I don't love the political agendas behind many of the attempts at AI safety, but it's not "just like humans." Humans understand what they shouldn't say; "AI" gives you black Nazi images if you ask it for "diverse characters" in the output which no human would do. A big theme in all of these things is that AI isn't and thus all attempts to make it do this or that have strange side effects

  • > which no human would do

    Give someone not familiar with history the same task and they'll do exactly the same.

    Or actually, give someone familiar with history the same task and yell at them every time they don't deliver diverse characters, and eventually they'll learn that you consider diversity more important than accuracy or context, and do exactly the same.

  • The fact that it gives you these things means that humans would do it, because the training data includes exactly these things.

    • I'm fairly confident there's virtually no ethnically diverse nazis in diffusion models' training set.

      It simply has a model of what ethnically diverse people look like, what nazi uniforms look like, and combined the two when asked.
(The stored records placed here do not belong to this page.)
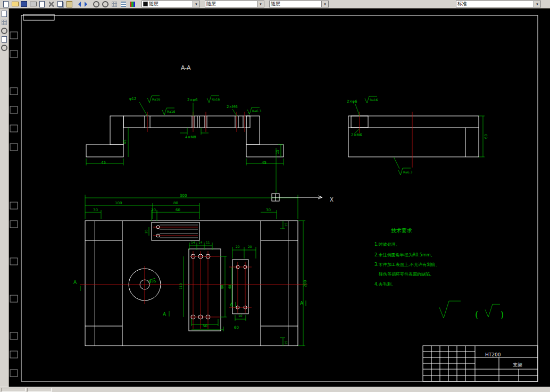 This screenshot has width=550, height=392. I want to click on undo-icon, so click(78, 4).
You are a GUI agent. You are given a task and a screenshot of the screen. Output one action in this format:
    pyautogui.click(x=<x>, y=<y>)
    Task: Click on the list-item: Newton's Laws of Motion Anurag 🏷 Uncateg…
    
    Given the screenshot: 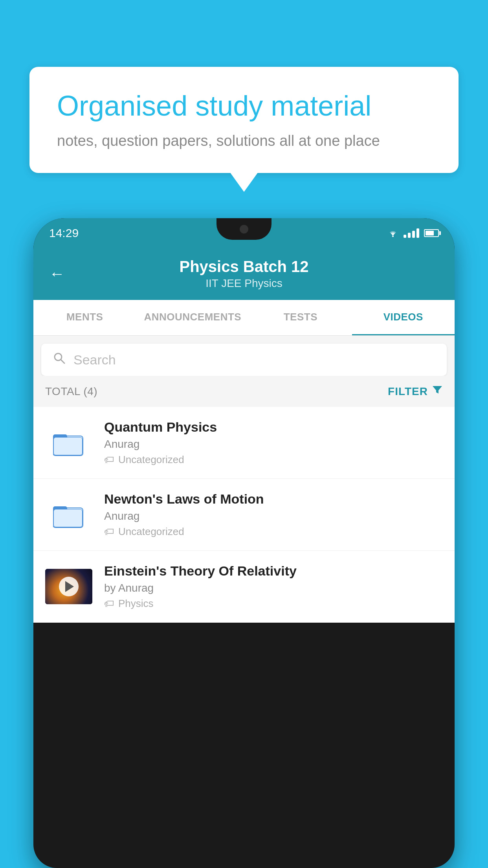 What is the action you would take?
    pyautogui.click(x=244, y=515)
    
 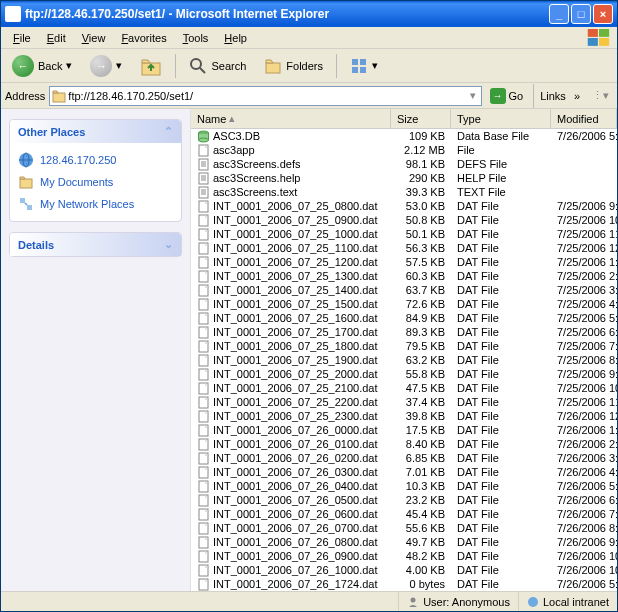 I want to click on file-modified: 7/25/2006 12:00 PM, so click(x=584, y=248).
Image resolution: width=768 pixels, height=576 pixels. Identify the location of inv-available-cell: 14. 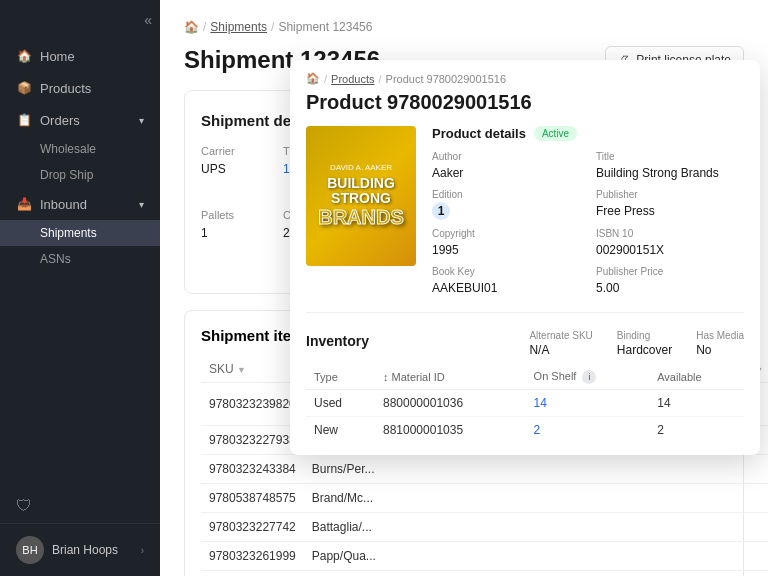
(696, 404).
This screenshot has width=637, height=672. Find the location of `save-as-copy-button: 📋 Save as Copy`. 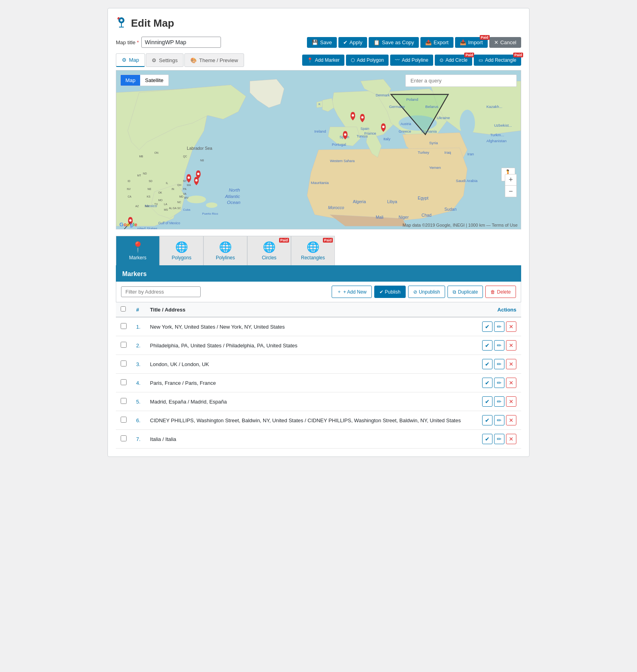

save-as-copy-button: 📋 Save as Copy is located at coordinates (394, 42).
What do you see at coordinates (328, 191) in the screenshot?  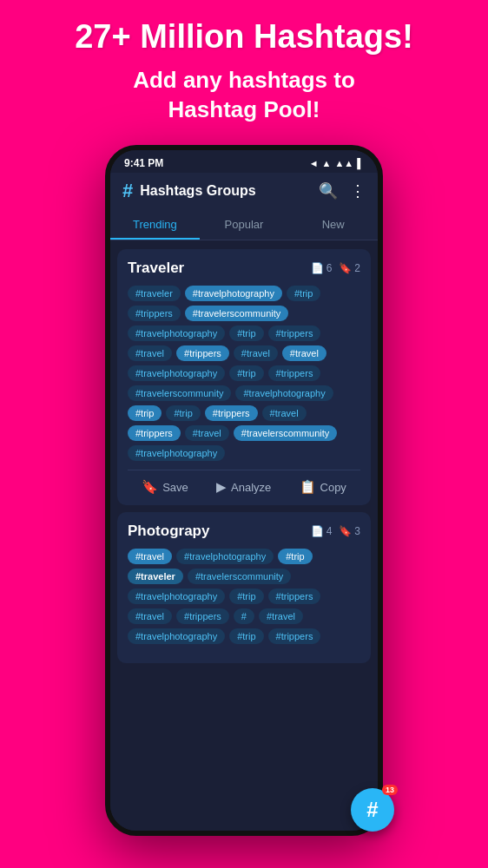 I see `search-icon: 🔍` at bounding box center [328, 191].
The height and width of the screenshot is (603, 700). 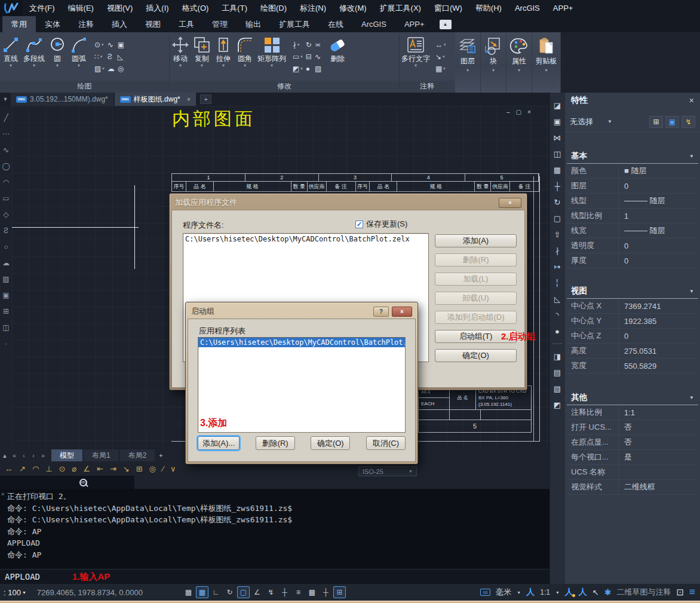 What do you see at coordinates (15, 593) in the screenshot?
I see `zoom-control: : 100` at bounding box center [15, 593].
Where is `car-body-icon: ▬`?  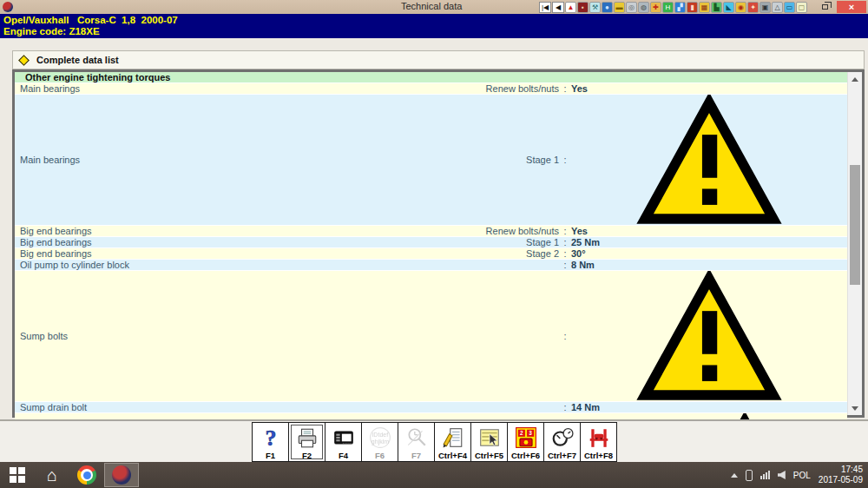 car-body-icon: ▬ is located at coordinates (620, 7).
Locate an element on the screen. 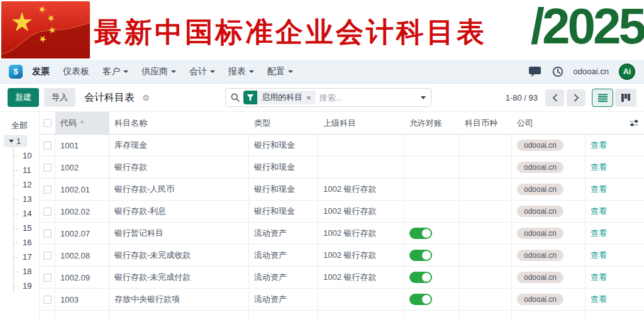  pager-next-button is located at coordinates (576, 98).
    • The training data includes imagery that, when interpolated over a high dimensional manifold, results in these things.

      That doesn't imply that they were in the training set, or even anything close to them.

Well this is just like humans. Totalitarian societies don't produce great creative work.

Conservative societies tend to be formed by conservative thinkers, who are more prone to discarding imperfect or weird ideas, but in the amount of useful output may exceed more liberal thinkers.

  • Any examples?

    • Consider how the west ruled the world as long as it stayed conservative, but since the 70s or so Asia began taking over. It's only an illusion that liberal societies experience more progress, in fact it's more a pointless churn from the rapid uncritical adoption and abandonment of ideas.

      A conservative society goes: How about doing X? Oh no,that would be silly.

      A liberal society goes: How about doing X? Yes, that's what we needed!

      Did anybody say X? X!

      X, X, X, X, X!

      XX!

      X X

      .

      .

      .

      X

      .

      .

      .

      .

      .

      Do you remember how we all did X in ##? Yeah, what were we thinking?